Data section START

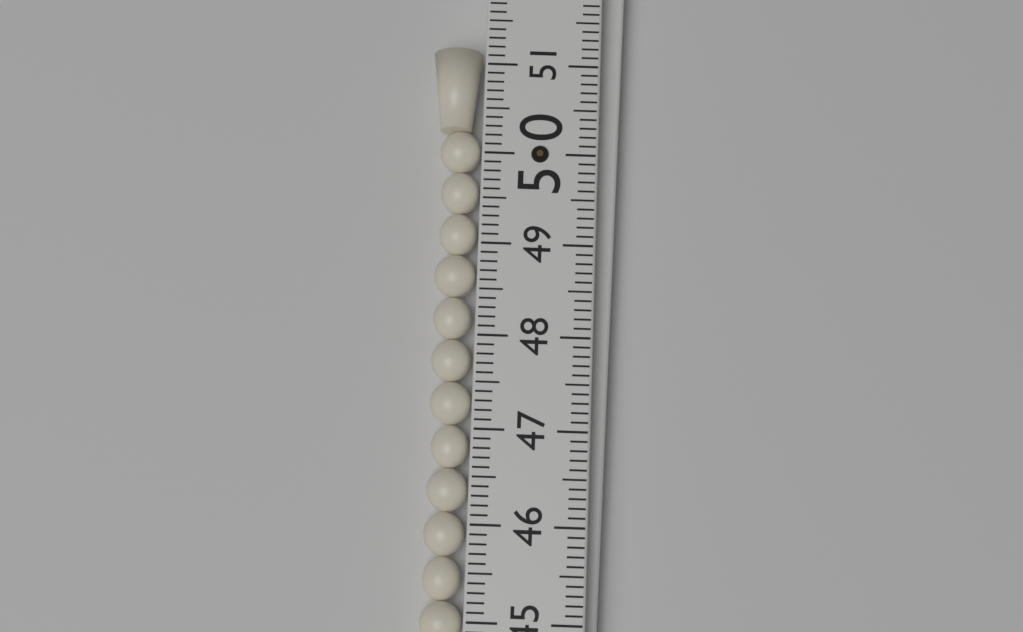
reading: 51.2 (no unit)
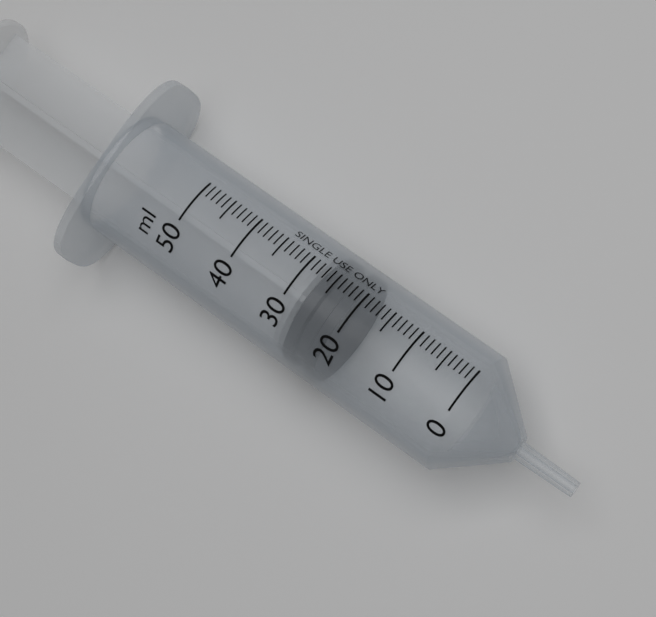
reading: 21 ml
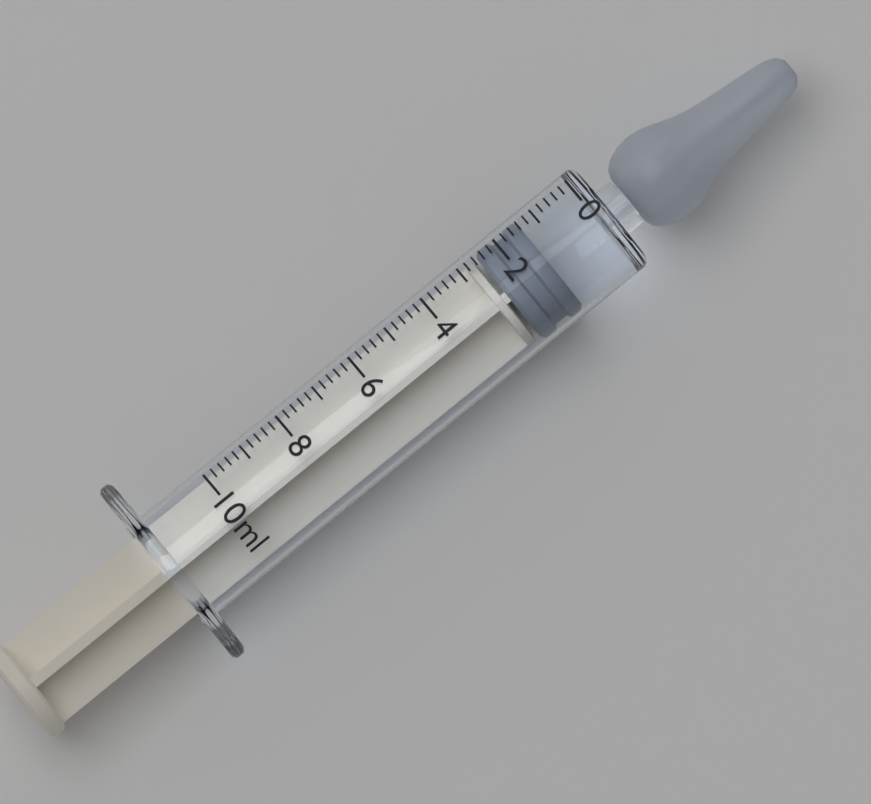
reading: 1.4 ml
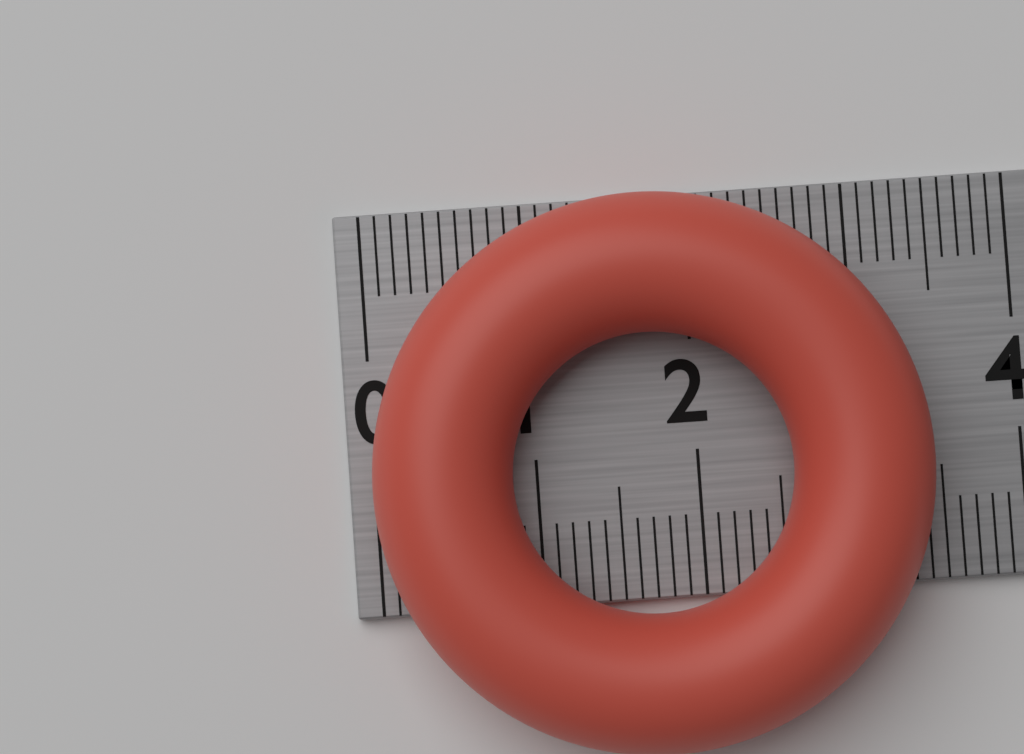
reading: 3.4 cm
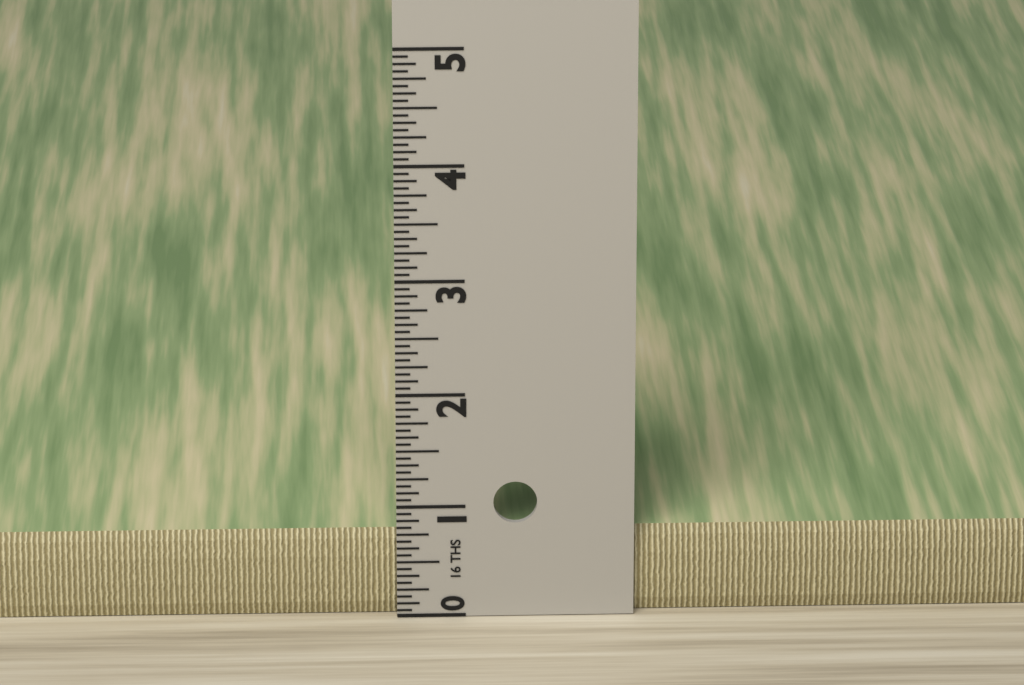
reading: 0.7500 in
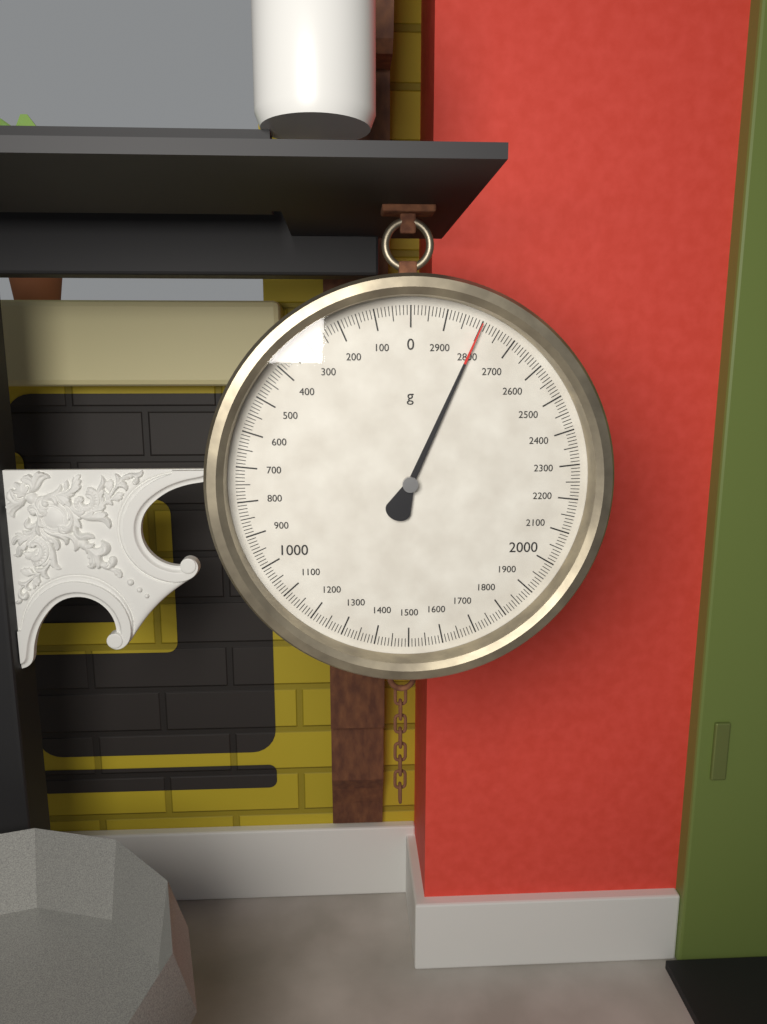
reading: 2800 g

Data section END

Please retype the listing exactly, leaving out any images.

Written reply:
reading: 51.2 (no unit)
reading: 21 ml
reading: 1.4 ml
reading: 3.4 cm
reading: 0.7500 in
reading: 2800 g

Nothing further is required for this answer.